About The Demons of Chiyoda:
Occult private eye, Nora Simeon, and Eyre, her uncannily pretty boyfriend, are on another case on behalf of the Commission, the secret organization that controls financial sorcery in the Americas. This time they're hunting down an investment-bank sorcerer who cracked when passed over for promotion and used a summoned demon to commit murder. Finding the murderer is easy, but he's already dead, assassinated in a locked room.
The case's ramifications quickly reach far beyond New York. From a murder scene in Queens, Nora and Eyre discover a tangled web of international corruption and sorcery linking crimes in Japan and the US. Traveling to Tokyo at the behest of the mysterious Onmyōdō Group, they run afoul of the even more deadly Ministry of Shadows. In the rural reaches of Fukushima province, Nora and Eyre discover a fateful secret that could shake the foundations of financial sorcery all around the world and come up against an old enemy whose malice poses a greater danger than any they've faced before.
More people got on the train at Queensboro Plaza, so we sat in friendly silence except for the ninety-decibel roar of the train until we got off at Hudson Yards. After that it was just a short walk to 9th Avenue and 35th Street. Up sixteen floors in the dingy old elevator, past the frosted glass door with “Simeon Investigations” in gold leaf on the glass, and into my tiny, cramped office. And okay, I lied about there being nothing left to do, because I’d forgotten about the phone until we sat down at our desks.
First things first, though. I walked over to the flowerpot on my windowsill and my pet fire elemental, Spark, rushed out of it, a long streamer of fire like an incandescent snake spiraling up my arm, then changing form to buzz excitedly around my head like a demented moth who’d flown too close to a candle. Eyre held out his hand and the elemental darted over to him to alight on his wrist, now looking like a newly-hatched chick. Well, a newly-hatched chick who’d been drenched in gasoline and set afire, anyway. Spark was familiar enough with Eyre that they knew not to burn him. My assistant made those “cht-cht” noises you do when you’re trying to talk to a bird, but this seemed to freak Spark out and they fled back to my shoulder.
“Spark’s getting stronger,” Eyre said. “Not too long before you can consider embodying them. They’ll be able to do it themself eventually, but best if they have some help.”
“You think they’re...smart enough to be a person?”
“Not yet. Maybe not for ten or twenty years. But they’ll grow more self-willed before then, like a pet cat or a dog. And a willful fire elemental might be a bit of a chore to manage if they don’t have a body to conceal their flames. It will be good practice for them when they mature into intelligence, too.”
“Well, you’re the expert. I’ll keep it in mind.”
The problem was I’d need help if I wanted to bind the elemental’s spirit into a material body, and I wasn’t exactly on speaking terms with the only person I could think of who I could reasonably ask for assistance. It wasn’t an urgent matter, anyway. I opened a cabinet and found a big cone of sandalwood incense, offered it up for the elemental to ignite, and then placed it in the pot where they could play with it at their leisure. Then I took Carson’s phone out of my bag.
“Eyre, you want a try at this?”
He’d recently taken an online course for PIs about breaking into people’s phones but had yet to succeed with the new skill in real life.
“Sure.”
I handed it over and he started doing his thing with a laptop, a USB cable, and his hacking class powerpoints. Meanwhile I began to write up my report for the Commission, and then stopped because I remembered the photos I’d taken. I brought up the image of the characters on the wall, wrote them out myself on a pad without all the blood smears and drips and stuff, and then tried Google Lens on that.
天罰. Hm. Could be tiānfá, “curse” in Chinese, or tenbatsu, “divine punishment” in Japanese. Both seemed fitting, but neither were immediately meaningful.
“You getting anywhere with that phone?”
“Stupid thing has all the latest updates. Can’t get through the lockscreen.”
I brought up my own phone’s dialing screen. “Try 73724.”
“Why? Did you find it searching his bags or something?”
“Just do it,” I said, hoping hard. Once when I was sixteen I hoped really hard for something almost impossible to happen and it did, so since then I try it from time to time.
“I’m in.”
Twice in twelve years! How about that?
“Ha.” I got up and walked over to Eyre’s desk. He had the phone jacked into his laptop and was in the process of syncing everything over to a clean workspace he’d set up. “Cold reading. Not too bad for a hunch.”
“You’re kidding.” He studied the number for a moment, then shook his head. “Doesn’t mean anything to me. How’d you guess it?”
“Spelled out Perah on the dialpad. Guess Carson must have cared some about his demon too. Wasn’t just one way.”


_Action item_: The records below are to be repeated exactly, minus any pictures.

+++ Extracted information

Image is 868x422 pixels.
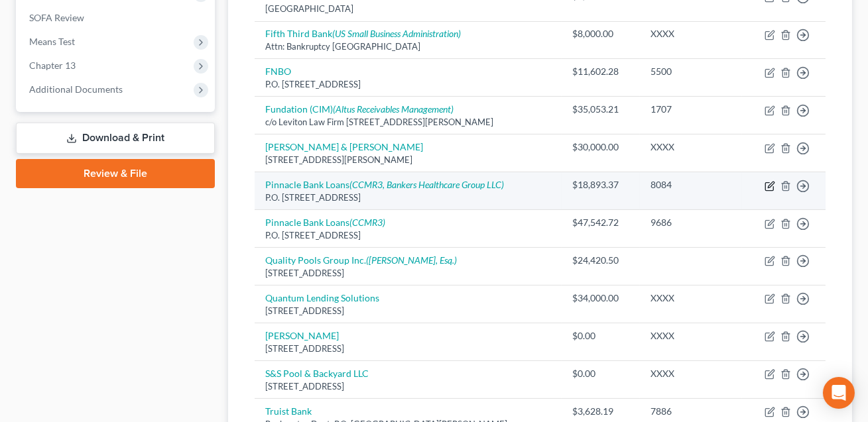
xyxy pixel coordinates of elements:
[265,292,379,304] a: Quantum Lending Solutions
[29,83,122,95] span: Additional Documents
[265,230,550,242] div: P.O. [STREET_ADDRESS]
[265,154,550,166] div: [STREET_ADDRESS][PERSON_NAME]
[823,377,855,409] div: Open Intercom Messenger
[572,291,630,305] div: $34,000.00
[29,36,75,47] span: Means Test
[650,65,732,78] div: 5500
[650,405,732,419] div: 7886
[572,330,630,343] div: $0.00
[572,367,630,380] div: $0.00
[265,216,385,228] a: Pinnacle Bank Loans(CCMR3)
[265,380,550,393] div: [STREET_ADDRESS]
[265,330,339,341] a: [PERSON_NAME]
[265,116,550,129] div: c/o Leviton Law Firm [STREET_ADDRESS][PERSON_NAME]
[265,368,369,380] a: S&S Pool & Backyard LLC
[265,103,454,115] a: Fundation (CIM)(Altus Receivables Management)
[572,141,630,154] div: $30,000.00
[18,6,215,30] a: SOFA Review
[265,191,550,204] div: P.O. [STREET_ADDRESS]
[650,102,732,116] div: 1707
[265,405,311,417] a: Truist Bank
[333,103,454,115] i: (Altus Receivables Management)
[572,216,630,230] div: $47,542.72
[265,78,550,91] div: P.O. [STREET_ADDRESS]
[650,178,732,191] div: 8084
[572,27,630,41] div: $8,000.00
[16,122,215,154] a: Download & Print
[572,178,630,191] div: $18,893.37
[29,12,84,23] span: SOFA Review
[265,179,503,191] a: Pinnacle Bank Loans(CCMR3, Bankers Healthcare Group LLC)
[265,141,423,152] a: [PERSON_NAME] & [PERSON_NAME]
[572,405,630,419] div: $3,628.19
[572,254,630,267] div: $24,420.50
[366,255,457,266] i: ([PERSON_NAME], Esq.)
[265,267,550,280] div: [STREET_ADDRESS]
[265,66,291,77] a: FNBO
[650,27,732,41] div: XXXX
[265,41,550,53] div: Attn: Bankruptcy [GEOGRAPHIC_DATA]
[16,159,215,188] a: Review & File
[650,291,732,305] div: XXXX
[29,60,76,71] span: Chapter 13
[650,216,732,230] div: 9686
[572,102,630,116] div: $35,053.21
[650,141,732,154] div: XXXX
[265,305,550,318] div: [STREET_ADDRESS]
[265,27,461,39] a: Fifth Third Bank(US Small Business Administration)
[650,330,732,343] div: XXXX
[265,255,457,266] a: Quality Pools Group Inc.([PERSON_NAME], Esq.)
[265,343,550,355] div: [STREET_ADDRESS]
[572,65,630,78] div: $11,602.28
[332,27,461,39] i: (US Small Business Administration)
[265,2,550,15] div: [GEOGRAPHIC_DATA]
[350,216,385,228] i: (CCMR3)
[650,367,732,380] div: XXXX
[350,179,503,191] i: (CCMR3, Bankers Healthcare Group LLC)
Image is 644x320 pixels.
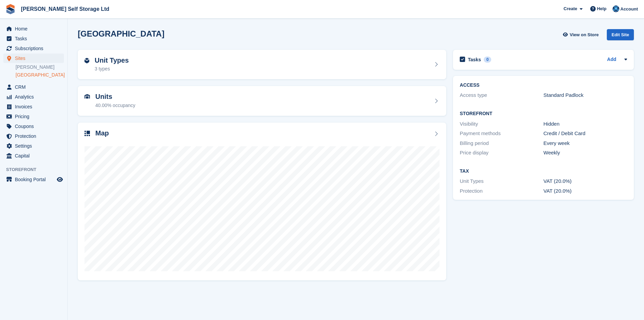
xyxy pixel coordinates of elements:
[460,92,544,99] div: Access type
[78,123,446,281] a: Map
[460,83,627,88] h2: ACCESS
[544,187,627,195] div: VAT (20.0%)
[3,24,64,34] a: menu
[460,139,544,147] div: Billing period
[85,130,90,136] img: map-icn-33ee37083ee616e46c38cad1a60f524a97daa1e2b2c8c0bc3eb3415660979fc1.svg
[15,92,55,102] span: Analytics
[15,112,55,121] span: Pricing
[460,187,544,195] div: Protection
[3,82,64,92] a: menu
[15,151,55,160] span: Capital
[613,5,619,12] img: NBT Accounts
[544,149,627,157] div: Weekly
[78,86,446,116] a: Units 40.00% occupancy
[95,102,135,109] div: 40.00% occupancy
[15,141,55,151] span: Settings
[85,58,89,63] img: unit-type-icn-2b2737a686de81e16bb02015468b77c625bbabd49415b5ef34ead5e3b44a266d.svg
[460,169,627,174] h2: Tax
[460,120,544,128] div: Visibility
[3,151,64,160] a: menu
[3,141,64,151] a: menu
[607,29,634,43] a: Edit Site
[484,57,492,63] div: 0
[3,53,64,63] a: menu
[85,94,90,99] img: unit-icn-7be61d7bf1b0ce9d3e12c5938cc71ed9869f7b940bace4675aadf7bd6d80202e.svg
[468,57,481,63] h2: Tasks
[607,29,634,40] div: Edit Site
[544,130,627,137] div: Credit / Debit Card
[460,178,544,185] div: Unit Types
[15,102,55,112] span: Invoices
[460,149,544,157] div: Price display
[95,57,129,64] h2: Unit Types
[15,43,55,53] span: Subscriptions
[95,129,109,137] h2: Map
[3,131,64,141] a: menu
[15,24,55,34] span: Home
[607,56,616,64] a: Add
[620,6,638,13] span: Account
[78,50,446,80] a: Unit Types 3 types
[15,175,55,184] span: Booking Portal
[597,5,607,12] span: Help
[5,4,16,14] img: stora-icon-8386f47178a22dfd0bd8f6a31ec36ba5ce8667c1dd55bd0f319d3a0aa187defe.svg
[544,120,627,128] div: Hidden
[3,43,64,53] a: menu
[570,31,599,38] span: View on Store
[15,53,55,63] span: Sites
[3,102,64,112] a: menu
[544,178,627,185] div: VAT (20.0%)
[56,175,64,183] a: Preview store
[15,122,55,131] span: Coupons
[3,34,64,43] a: menu
[15,131,55,141] span: Protection
[15,34,55,43] span: Tasks
[95,93,135,101] h2: Units
[78,29,164,38] h2: [GEOGRAPHIC_DATA]
[18,3,112,15] a: [PERSON_NAME] Self Storage Ltd
[544,139,627,147] div: Every week
[16,72,64,78] a: [GEOGRAPHIC_DATA]
[15,82,55,92] span: CRM
[460,130,544,137] div: Payment methods
[16,64,64,70] a: [PERSON_NAME]
[3,122,64,131] a: menu
[460,111,627,116] h2: Storefront
[3,112,64,121] a: menu
[3,92,64,102] a: menu
[6,166,67,173] span: Storefront
[562,29,602,40] a: View on Store
[544,92,627,99] div: Standard Padlock
[3,175,64,184] a: menu
[563,5,577,12] span: Create
[95,65,129,72] div: 3 types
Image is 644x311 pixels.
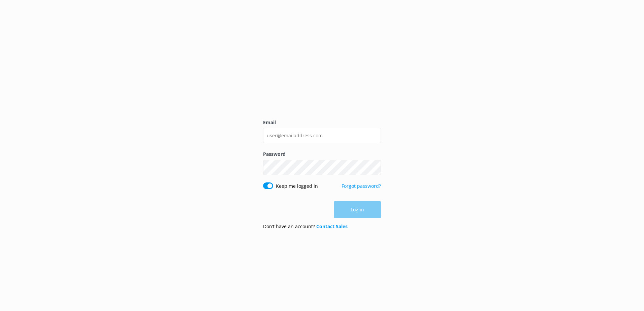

++++++

_Output for this task_:
Image is 868x422 pixels.
xyxy pixel coordinates of elements:
[265,292,379,304] a: Quantum Lending Solutions
[29,83,122,95] span: Additional Documents
[265,230,550,242] div: P.O. [STREET_ADDRESS]
[265,154,550,166] div: [STREET_ADDRESS][PERSON_NAME]
[823,377,855,409] div: Open Intercom Messenger
[572,291,630,305] div: $34,000.00
[29,36,75,47] span: Means Test
[650,65,732,78] div: 5500
[650,405,732,419] div: 7886
[572,330,630,343] div: $0.00
[572,367,630,380] div: $0.00
[265,216,385,228] a: Pinnacle Bank Loans(CCMR3)
[265,380,550,393] div: [STREET_ADDRESS]
[265,330,339,341] a: [PERSON_NAME]
[265,116,550,129] div: c/o Leviton Law Firm [STREET_ADDRESS][PERSON_NAME]
[265,368,369,380] a: S&S Pool & Backyard LLC
[265,103,454,115] a: Fundation (CIM)(Altus Receivables Management)
[572,141,630,154] div: $30,000.00
[18,6,215,30] a: SOFA Review
[265,191,550,204] div: P.O. [STREET_ADDRESS]
[650,102,732,116] div: 1707
[265,405,311,417] a: Truist Bank
[333,103,454,115] i: (Altus Receivables Management)
[572,216,630,230] div: $47,542.72
[265,78,550,91] div: P.O. [STREET_ADDRESS]
[650,178,732,191] div: 8084
[572,27,630,41] div: $8,000.00
[16,122,215,154] a: Download & Print
[572,178,630,191] div: $18,893.37
[29,12,84,23] span: SOFA Review
[265,179,503,191] a: Pinnacle Bank Loans(CCMR3, Bankers Healthcare Group LLC)
[265,141,423,152] a: [PERSON_NAME] & [PERSON_NAME]
[572,405,630,419] div: $3,628.19
[572,254,630,267] div: $24,420.50
[366,255,457,266] i: ([PERSON_NAME], Esq.)
[265,267,550,280] div: [STREET_ADDRESS]
[265,66,291,77] a: FNBO
[650,27,732,41] div: XXXX
[265,41,550,53] div: Attn: Bankruptcy [GEOGRAPHIC_DATA]
[16,159,215,188] a: Review & File
[650,291,732,305] div: XXXX
[29,60,76,71] span: Chapter 13
[650,216,732,230] div: 9686
[572,102,630,116] div: $35,053.21
[650,141,732,154] div: XXXX
[265,305,550,318] div: [STREET_ADDRESS]
[265,27,461,39] a: Fifth Third Bank(US Small Business Administration)
[650,330,732,343] div: XXXX
[265,255,457,266] a: Quality Pools Group Inc.([PERSON_NAME], Esq.)
[265,343,550,355] div: [STREET_ADDRESS]
[572,65,630,78] div: $11,602.28
[332,27,461,39] i: (US Small Business Administration)
[265,2,550,15] div: [GEOGRAPHIC_DATA]
[350,216,385,228] i: (CCMR3)
[650,367,732,380] div: XXXX
[350,179,503,191] i: (CCMR3, Bankers Healthcare Group LLC)
Image is 644x320 pixels.
xyxy pixel coordinates of elements:
[460,92,544,99] div: Access type
[78,123,446,281] a: Map
[460,83,627,88] h2: ACCESS
[544,187,627,195] div: VAT (20.0%)
[3,24,64,34] a: menu
[460,139,544,147] div: Billing period
[85,130,90,136] img: map-icn-33ee37083ee616e46c38cad1a60f524a97daa1e2b2c8c0bc3eb3415660979fc1.svg
[15,92,55,102] span: Analytics
[15,112,55,121] span: Pricing
[460,187,544,195] div: Protection
[3,82,64,92] a: menu
[15,151,55,160] span: Capital
[613,5,619,12] img: NBT Accounts
[544,149,627,157] div: Weekly
[78,86,446,116] a: Units 40.00% occupancy
[95,102,135,109] div: 40.00% occupancy
[15,141,55,151] span: Settings
[85,58,89,63] img: unit-type-icn-2b2737a686de81e16bb02015468b77c625bbabd49415b5ef34ead5e3b44a266d.svg
[460,169,627,174] h2: Tax
[460,120,544,128] div: Visibility
[3,151,64,160] a: menu
[3,141,64,151] a: menu
[607,29,634,43] a: Edit Site
[484,57,492,63] div: 0
[3,53,64,63] a: menu
[85,94,90,99] img: unit-icn-7be61d7bf1b0ce9d3e12c5938cc71ed9869f7b940bace4675aadf7bd6d80202e.svg
[468,57,481,63] h2: Tasks
[607,29,634,40] div: Edit Site
[544,130,627,137] div: Credit / Debit Card
[460,178,544,185] div: Unit Types
[15,102,55,112] span: Invoices
[460,149,544,157] div: Price display
[95,57,129,64] h2: Unit Types
[15,43,55,53] span: Subscriptions
[95,129,109,137] h2: Map
[3,131,64,141] a: menu
[15,24,55,34] span: Home
[607,56,616,64] a: Add
[620,6,638,13] span: Account
[78,50,446,80] a: Unit Types 3 types
[15,175,55,184] span: Booking Portal
[597,5,607,12] span: Help
[5,4,16,14] img: stora-icon-8386f47178a22dfd0bd8f6a31ec36ba5ce8667c1dd55bd0f319d3a0aa187defe.svg
[544,120,627,128] div: Hidden
[3,43,64,53] a: menu
[570,31,599,38] span: View on Store
[15,53,55,63] span: Sites
[3,102,64,112] a: menu
[544,178,627,185] div: VAT (20.0%)
[56,175,64,183] a: Preview store
[15,122,55,131] span: Coupons
[3,34,64,43] a: menu
[15,131,55,141] span: Protection
[15,34,55,43] span: Tasks
[95,93,135,101] h2: Units
[78,29,164,38] h2: [GEOGRAPHIC_DATA]
[18,3,112,15] a: [PERSON_NAME] Self Storage Ltd
[544,139,627,147] div: Every week
[16,72,64,78] a: [GEOGRAPHIC_DATA]
[15,82,55,92] span: CRM
[460,130,544,137] div: Payment methods
[16,64,64,70] a: [PERSON_NAME]
[3,122,64,131] a: menu
[460,111,627,116] h2: Storefront
[3,112,64,121] a: menu
[3,92,64,102] a: menu
[6,166,67,173] span: Storefront
[562,29,602,40] a: View on Store
[544,92,627,99] div: Standard Padlock
[3,175,64,184] a: menu
[563,5,577,12] span: Create
[95,65,129,72] div: 3 types
Image is 644x311 pixels.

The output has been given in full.